Saturday, November 14, 2009

"Record" review

My buddy over at Banjo52 is always offering movie and CD reviews, so I thought I'd take a page from that book by divulging that I recently surrendered my Ebay virginity in order to buy the Glenn Gould Complete Original Jacket Collection (read about it here: http://www.amazon.com/exec/obidos/tg/detail/-/B000TJQ75E/ref=ord_cart_shr?_encoding=UTF8&v=glance), an 80 CD audio orgy to the late Canadian pianist (out of print for about a year now, hence the need for Ebay).

I started off listening to the Mozart sonatas, b/c many critics consider those recordings to be Gould at his worst--Gould himself missed no opportunity to express his disdain for Mozart--and I've been struggling to play them myself.

Sure, there are some moments where I'd like to slap Gould upside the head, or just chuckle in disbelief at the ludicrous tempos and almost willfully quirky phrasing and articulation. But there are many more moments where I sit enraptured and stunned--at his incredibly subtle touch and virtuosic technique, yes, but more so at the ways in which he turns these brilliant but played-to-death pieces into brand-new wonders. At first you think he's playing them all "wrong," but after a few minutes you begin to wonder if everyone else is playing them "wrong." For there are scores of other interpretations out there (Richter being the best I've heard, even though he also disliked Mozart), but after hearing Gould's all the rest sort of blur--not that they're not good, and distinct in their own ways, but that his version is SOOOO different, all the rest start to seem the same by comparison. Every other pianist has his own planet, but Gould comes from a whole different galaxy.

There's no middle ground on Gould. I thought I'd found one, in loving his Bach and steering clear of nearly all his other recordings, but now I realize I'm in for the duration, head over heels, up the creek of musical enthrallment without a paddle.

Don't take my word for it; grab a recording of the Goldberg Variations (he made two, one in 1955, one in 1981, both superlative). I dare you to hear Bach the same way again. The 1981 recording almost singlehandedly fired my interest in classical music.

You won't be the first to be "converted" to Bach, or classical music entirely. In A Romance on Three Legs, Katie Hafner's fascinating biography of Gould through his pet Steinway (no talking pianos, just a focus on the instrument), there's a story of a truck driver (habitually hostile to classical music) who happened upon Gould's Goldberg on the radio; before he had a chance to change stations, he had to make a turn, and by the time he had his hands free, he no longer wanted to switch.

In this strange, media-saturated world in which we live, that's about as positive a review as you can get.

Tuesday, November 10, 2009

Accidental Artwork

On my morning walk recently, on a day shoplifted from August, I was traversing a grassy field with some boulders in its middle, half reveling in the dew making a mess of my shoes and half anxious over having just polished them. Getting closer to the rocks, I found two Starbucks cups perched there, leaning against each other, their lids kissing.

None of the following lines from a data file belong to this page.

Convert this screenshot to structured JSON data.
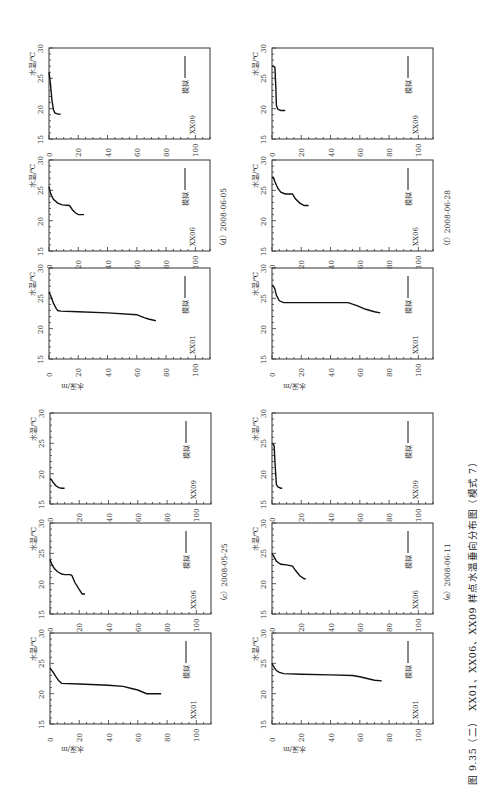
{
  "figure": {
    "caption": "图 9.35（二）　XX01、XX06、XX09 样点水温垂向分布图（模式 7）",
    "orientation": "rotated 90° (landscape figure on portrait page)"
  },
  "labels": {
    "temp_axis": "水温/℃",
    "depth_axis": "水深/m",
    "legend": "模拟 ——"
  },
  "groups": [
    {
      "id": "d",
      "date_label": "（d）2008-06-05"
    },
    {
      "id": "f",
      "date_label": "（f）2008-06-28"
    },
    {
      "id": "c",
      "date_label": "（c）2008-05-25"
    },
    {
      "id": "e",
      "date_label": "（e）2008-06-11"
    }
  ],
  "chart_data": [
    {
      "type": "line",
      "group": "c",
      "date": "2008-05-25",
      "station": "XX01",
      "xlabel": "水深/m",
      "ylabel": "水温/℃",
      "xlim": [
        0,
        110
      ],
      "ylim": [
        15,
        30
      ],
      "xticks": [
        0,
        20,
        40,
        60,
        80,
        100
      ],
      "yticks": [
        15,
        20,
        25,
        30
      ],
      "legend": [
        "模拟"
      ],
      "series": [
        {
          "name": "模拟",
          "depth": [
            0,
            2,
            4,
            6,
            8,
            20,
            40,
            50,
            55,
            60,
            66,
            76
          ],
          "temp": [
            24.2,
            23.6,
            22.8,
            22.1,
            21.7,
            21.6,
            21.4,
            21.2,
            20.9,
            20.6,
            20.0,
            20.0
          ]
        }
      ]
    },
    {
      "type": "line",
      "group": "c",
      "date": "2008-05-25",
      "station": "XX06",
      "xlabel": "水深/m",
      "ylabel": "水温/℃",
      "xlim": [
        0,
        110
      ],
      "ylim": [
        15,
        30
      ],
      "xticks": [
        0,
        20,
        40,
        60,
        80,
        100
      ],
      "yticks": [
        15,
        20,
        25,
        30
      ],
      "legend": [
        "模拟"
      ],
      "series": [
        {
          "name": "模拟",
          "depth": [
            0,
            1,
            3,
            5,
            8,
            10,
            14,
            15,
            17,
            20,
            22,
            24
          ],
          "temp": [
            24.0,
            23.3,
            22.5,
            22.0,
            21.6,
            21.5,
            21.5,
            21.3,
            20.2,
            19.0,
            18.3,
            18.3
          ]
        }
      ]
    },
    {
      "type": "line",
      "group": "c",
      "date": "2008-05-25",
      "station": "XX09",
      "xlabel": "水深/m",
      "ylabel": "水温/℃",
      "xlim": [
        0,
        110
      ],
      "ylim": [
        15,
        30
      ],
      "xticks": [
        0,
        20,
        40,
        60,
        80,
        100
      ],
      "yticks": [
        15,
        20,
        25,
        30
      ],
      "legend": [
        "模拟"
      ],
      "series": [
        {
          "name": "模拟",
          "depth": [
            0,
            1,
            2,
            4,
            6,
            8,
            10
          ],
          "temp": [
            19.2,
            19.0,
            18.6,
            18.0,
            17.7,
            17.6,
            17.6
          ]
        }
      ]
    },
    {
      "type": "line",
      "group": "e",
      "date": "2008-06-11",
      "station": "XX01",
      "xlabel": "水深/m",
      "ylabel": "水温/℃",
      "xlim": [
        0,
        110
      ],
      "ylim": [
        15,
        30
      ],
      "xticks": [
        0,
        20,
        40,
        60,
        80,
        100
      ],
      "yticks": [
        15,
        20,
        25,
        30
      ],
      "legend": [
        "模拟"
      ],
      "series": [
        {
          "name": "模拟",
          "depth": [
            0,
            1,
            3,
            5,
            8,
            20,
            40,
            55,
            60,
            65,
            70,
            75
          ],
          "temp": [
            25.0,
            24.5,
            23.8,
            23.5,
            23.3,
            23.2,
            23.1,
            23.0,
            22.8,
            22.5,
            22.2,
            22.1
          ]
        }
      ]
    },
    {
      "type": "line",
      "group": "e",
      "date": "2008-06-11",
      "station": "XX06",
      "xlabel": "水深/m",
      "ylabel": "水温/℃",
      "xlim": [
        0,
        110
      ],
      "ylim": [
        15,
        30
      ],
      "xticks": [
        0,
        20,
        40,
        60,
        80,
        100
      ],
      "yticks": [
        15,
        20,
        25,
        30
      ],
      "legend": [
        "模拟"
      ],
      "series": [
        {
          "name": "模拟",
          "depth": [
            0,
            1,
            3,
            6,
            10,
            14,
            16,
            19,
            22,
            23
          ],
          "temp": [
            25.0,
            24.6,
            23.7,
            23.2,
            23.1,
            22.9,
            22.2,
            21.3,
            20.8,
            20.8
          ]
        }
      ]
    },
    {
      "type": "line",
      "group": "e",
      "date": "2008-06-11",
      "station": "XX09",
      "xlabel": "水深/m",
      "ylabel": "水温/℃",
      "xlim": [
        0,
        110
      ],
      "ylim": [
        15,
        30
      ],
      "xticks": [
        0,
        20,
        40,
        60,
        80,
        100
      ],
      "yticks": [
        15,
        20,
        25,
        30
      ],
      "legend": [
        "模拟"
      ],
      "series": [
        {
          "name": "模拟",
          "depth": [
            0,
            1,
            1.5,
            2,
            3,
            4,
            6,
            7
          ],
          "temp": [
            25.0,
            24.8,
            24.5,
            22.0,
            18.2,
            17.8,
            17.6,
            17.6
          ]
        }
      ]
    },
    {
      "type": "line",
      "group": "d",
      "date": "2008-06-05",
      "station": "XX01",
      "xlabel": "水深/m",
      "ylabel": "水温/℃",
      "xlim": [
        0,
        110
      ],
      "ylim": [
        15,
        30
      ],
      "xticks": [
        0,
        20,
        40,
        60,
        80,
        100
      ],
      "yticks": [
        15,
        20,
        25,
        30
      ],
      "legend": [
        "模拟"
      ],
      "series": [
        {
          "name": "模拟",
          "depth": [
            0,
            1,
            3,
            5,
            6,
            8,
            20,
            40,
            60,
            62,
            65,
            68,
            73
          ],
          "temp": [
            26.0,
            25.5,
            24.2,
            23.3,
            23.0,
            22.9,
            22.8,
            22.6,
            22.3,
            22.1,
            21.8,
            21.6,
            21.3
          ]
        }
      ]
    },
    {
      "type": "line",
      "group": "d",
      "date": "2008-06-05",
      "station": "XX06",
      "xlabel": "水深/m",
      "ylabel": "水温/℃",
      "xlim": [
        0,
        110
      ],
      "ylim": [
        15,
        30
      ],
      "xticks": [
        0,
        20,
        40,
        60,
        80,
        100
      ],
      "yticks": [
        15,
        20,
        25,
        30
      ],
      "legend": [
        "模拟"
      ],
      "series": [
        {
          "name": "模拟",
          "depth": [
            0,
            1,
            3,
            6,
            9,
            14,
            16,
            18,
            20,
            24
          ],
          "temp": [
            25.6,
            24.5,
            23.5,
            22.9,
            22.6,
            22.5,
            21.8,
            21.3,
            21.0,
            21.0
          ]
        }
      ]
    },
    {
      "type": "line",
      "group": "d",
      "date": "2008-06-05",
      "station": "XX09",
      "xlabel": "水深/m",
      "ylabel": "水温/℃",
      "xlim": [
        0,
        110
      ],
      "ylim": [
        15,
        30
      ],
      "xticks": [
        0,
        20,
        40,
        60,
        80,
        100
      ],
      "yticks": [
        15,
        20,
        25,
        30
      ],
      "legend": [
        "模拟"
      ],
      "series": [
        {
          "name": "模拟",
          "depth": [
            0,
            0.5,
            1,
            2,
            3,
            4,
            6,
            8
          ],
          "temp": [
            26.0,
            25.2,
            24.0,
            21.5,
            19.8,
            19.3,
            19.1,
            19.1
          ]
        }
      ]
    },
    {
      "type": "line",
      "group": "f",
      "date": "2008-06-28",
      "station": "XX01",
      "xlabel": "水深/m",
      "ylabel": "水温/℃",
      "xlim": [
        0,
        110
      ],
      "ylim": [
        15,
        30
      ],
      "xticks": [
        0,
        20,
        40,
        60,
        80,
        100
      ],
      "yticks": [
        15,
        20,
        25,
        30
      ],
      "legend": [
        "模拟"
      ],
      "series": [
        {
          "name": "模拟",
          "depth": [
            0,
            1,
            2,
            3,
            5,
            8,
            20,
            40,
            52,
            58,
            64,
            70,
            74
          ],
          "temp": [
            27.2,
            27.0,
            26.5,
            25.5,
            24.6,
            24.3,
            24.3,
            24.3,
            24.3,
            23.8,
            23.2,
            22.8,
            22.6
          ]
        }
      ]
    },
    {
      "type": "line",
      "group": "f",
      "date": "2008-06-28",
      "station": "XX06",
      "xlabel": "水深/m",
      "ylabel": "水温/℃",
      "xlim": [
        0,
        110
      ],
      "ylim": [
        15,
        30
      ],
      "xticks": [
        0,
        20,
        40,
        60,
        80,
        100
      ],
      "yticks": [
        15,
        20,
        25,
        30
      ],
      "legend": [
        "模拟"
      ],
      "series": [
        {
          "name": "模拟",
          "depth": [
            0,
            1,
            2,
            4,
            6,
            9,
            14,
            16,
            19,
            22,
            25
          ],
          "temp": [
            27.2,
            27.1,
            26.4,
            25.3,
            24.7,
            24.4,
            24.4,
            23.6,
            22.9,
            22.5,
            22.5
          ]
        }
      ]
    },
    {
      "type": "line",
      "group": "f",
      "date": "2008-06-28",
      "station": "XX09",
      "xlabel": "水深/m",
      "ylabel": "水温/℃",
      "xlim": [
        0,
        110
      ],
      "ylim": [
        15,
        30
      ],
      "xticks": [
        0,
        20,
        40,
        60,
        80,
        100
      ],
      "yticks": [
        15,
        20,
        25,
        30
      ],
      "legend": [
        "模拟"
      ],
      "series": [
        {
          "name": "模拟",
          "depth": [
            0,
            1,
            2,
            2.5,
            3,
            4,
            6,
            9
          ],
          "temp": [
            27.0,
            27.0,
            26.8,
            24.0,
            20.5,
            19.9,
            19.7,
            19.7
          ]
        }
      ]
    }
  ]
}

Picking one up with the intention of carrying it and its mate to the nearest trash can, I noticed that it was half full. For some reason this caused me to stop, laugh, and take a step back.

Here was a "found poem" as good as any I could remember. If only most modern art had half as much whimsy.

I wanted to take a picture, but I didn't have a camera. I wanted to use my cell phone--this is exactly why they put cameras on phones--but I didn't have that either.

Then I remembered what the guide in Kenya with the smile bigger than his waist had said: "Sometimes it is best to take a picture with your mind. That way, you can have it with you whenever you wish."

And so I did.

And off I went to the workaday world--the chattering computers, the brooding coffee-maker, the cool white walls and putty file cabinets, the conditioned air--where so many things are so stultifyingly predictable, the little incongruities so often overlooked or banished.

And I carried with me that picture as a reminder that if even Starbucks cups, even litter, can kindle laughter and exhilaration, there may be no need to shuffle off this modern coil after all.